GAMBELLA, ETHIOPIA (April 20, 2016) — Last Friday, gunmen from South Sudan killed as many as 207 people and kidnapped many others in Gambella during a raid across the border. According to James Tang, a Covenant missionary to South Sudan, the attack was a massacre of the Nuer people by those from the Murle tribe and those slain were mostly women and children. More than 40 people from the Evangelical Covenant Church of South Sudan (ECCSS) and Ethiopia were among the victims.
The Murle, a tribe from South Sudan, are known for mounting attacks to steal cattle. The Nuer dwell in both South Sudan and across the border in Ethiopia.
“Our church members are really affected,” said Mathew Jock Moses, director of projects and social development for the ECCSS. “We have lost more than 41 people, and about 36 children from our church were kidnapped.”

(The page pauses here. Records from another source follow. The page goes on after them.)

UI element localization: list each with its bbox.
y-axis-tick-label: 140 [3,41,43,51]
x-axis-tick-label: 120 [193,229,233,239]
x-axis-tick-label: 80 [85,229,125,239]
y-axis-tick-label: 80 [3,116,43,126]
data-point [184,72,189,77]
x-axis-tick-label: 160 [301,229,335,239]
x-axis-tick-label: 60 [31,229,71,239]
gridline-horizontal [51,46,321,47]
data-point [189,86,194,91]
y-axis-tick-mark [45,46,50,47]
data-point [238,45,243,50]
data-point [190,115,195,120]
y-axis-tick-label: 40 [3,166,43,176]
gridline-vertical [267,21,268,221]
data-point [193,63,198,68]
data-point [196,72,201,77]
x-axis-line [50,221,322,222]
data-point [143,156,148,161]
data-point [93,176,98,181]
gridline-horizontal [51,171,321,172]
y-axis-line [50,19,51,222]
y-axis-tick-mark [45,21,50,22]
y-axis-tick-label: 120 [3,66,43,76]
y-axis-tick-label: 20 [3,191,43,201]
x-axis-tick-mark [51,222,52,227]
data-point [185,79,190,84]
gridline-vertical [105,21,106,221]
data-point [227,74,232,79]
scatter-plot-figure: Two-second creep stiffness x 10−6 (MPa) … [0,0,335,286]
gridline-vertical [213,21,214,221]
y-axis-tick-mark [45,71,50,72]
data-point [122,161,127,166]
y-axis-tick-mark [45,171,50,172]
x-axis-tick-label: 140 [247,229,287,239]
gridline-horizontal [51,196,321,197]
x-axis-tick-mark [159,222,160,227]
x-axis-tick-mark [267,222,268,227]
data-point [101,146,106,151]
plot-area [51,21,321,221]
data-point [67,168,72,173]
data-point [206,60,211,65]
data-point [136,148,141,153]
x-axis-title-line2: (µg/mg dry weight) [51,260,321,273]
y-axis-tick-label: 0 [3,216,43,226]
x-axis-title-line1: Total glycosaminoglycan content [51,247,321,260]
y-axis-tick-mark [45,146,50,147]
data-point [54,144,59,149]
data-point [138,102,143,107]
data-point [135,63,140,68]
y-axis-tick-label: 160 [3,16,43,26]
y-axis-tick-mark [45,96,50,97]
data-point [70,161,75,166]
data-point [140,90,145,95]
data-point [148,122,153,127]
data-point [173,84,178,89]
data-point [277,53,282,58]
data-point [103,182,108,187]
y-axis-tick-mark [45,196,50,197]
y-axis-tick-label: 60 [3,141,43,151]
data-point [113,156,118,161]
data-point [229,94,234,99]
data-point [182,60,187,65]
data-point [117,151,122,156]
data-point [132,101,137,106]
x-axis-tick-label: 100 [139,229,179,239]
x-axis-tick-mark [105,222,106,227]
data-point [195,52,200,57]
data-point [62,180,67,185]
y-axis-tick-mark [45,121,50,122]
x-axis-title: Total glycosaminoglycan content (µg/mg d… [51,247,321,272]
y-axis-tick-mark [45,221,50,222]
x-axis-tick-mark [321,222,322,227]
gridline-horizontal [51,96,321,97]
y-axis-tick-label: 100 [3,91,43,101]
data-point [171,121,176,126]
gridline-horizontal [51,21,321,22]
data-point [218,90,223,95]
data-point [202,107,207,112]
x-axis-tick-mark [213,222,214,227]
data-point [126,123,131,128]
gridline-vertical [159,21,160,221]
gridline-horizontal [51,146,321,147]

In an email to Serve Globally leaders in the United States, Moses continued, “We lost several female deacons, children, youths, and elderly people who are all members of the Evangelical Covenant Church. Our superintendent Rev. Simon Chuot Nyak has lost his younger sister and her husband. We thank God that his family survived.”

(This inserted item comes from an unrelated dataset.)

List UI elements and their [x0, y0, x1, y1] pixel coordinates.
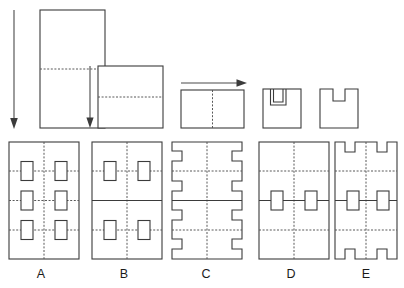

Gambella, which borders South Sudan to the west, is also home to some 272,000 South Sudanese refugees who have fled the civil war that erupted in their country in 2013. This latest tragedy comes two months after five ECCSS members were killed in South Sudan when attackers linked to government forces stormed a United Nations refugee camp with automatic weapons and machetes.
After the February attack, Covenant World Relief created a PowerPoint presentation to help Covenanters become more informed on how to pray for their brothers and sisters in South Sudan. You can view it here.
“The violence our South Sudanese sisters and brothers experience regularly is utterly appalling,” said Serve Globally executive minister Al Tizon. “I don’t even know how to pray sometimes; I just offer up groans too deep for words. We are poised to help, to put hands and feet to our prayers, as we rely on our partners there and missionary James Tang to let us know if there is anything we can do.”